Well Michael, is your goal to have happy, solidaristic unanimity between the members of unions which represent 7% of the workforce? Or do you place a higher premium on rebuilding union power and numbers to something higher than it is now? I know most labor-nerd leftists would say the two aren't exclusive, and that you can only achieve organizing gains through union democracy etc. But what if, hypothetically, almost no unions were having any success doing either one? And the exceptions--- the few unions having success at winning large organizing gains nationwide in the private sector--- said that what they had learned in the course of their work is that they could only get that success by prioritizing new organizing and corporate campaigns to get organizing rights above anything and everything else?
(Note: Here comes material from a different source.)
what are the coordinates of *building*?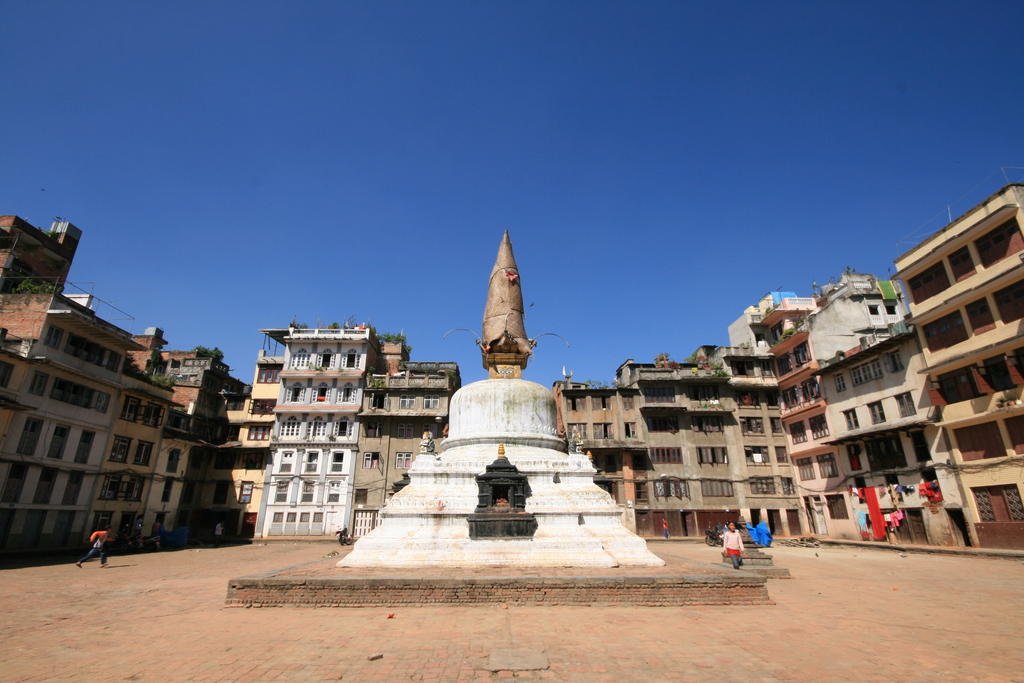
<bbox>724, 288, 860, 539</bbox>.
There's plenty of strife inside unite-here. But you know what? They've kicked fucking ass. And seiu has a million ugly things worthy of improvement or critique. But you know what? They've kicked fucking ass. Numbers don't lie. Math matters. Results count. In my experience, Stern is broadly quite popular with the bulk of the membership, to the extent that the bulk of the membership gives a shit. Because he has an extraordinary record of success at a time when nobody else does. I don't mean to give the guy too much credit, but he certainly has been part of a team of leaders that have executed amazingly well in the past dozen years. Certainly there are signs that some of his personal leanings and interests are goofy, milquetoast shit that has no place coming out of a labor leaders mouth. Hopefully the guy retires (I'd love me a President Dennis Rivera of SEIU) and goes off to write his doofy books on his own dime. But at the end of the day, private-sector organizing gains on a national scale company-wide in healthcare, building service, and hospitality make John Wilhelm and Andy Stern more relevant to the working class of the United States than any radical leftist in the US could even dream of being.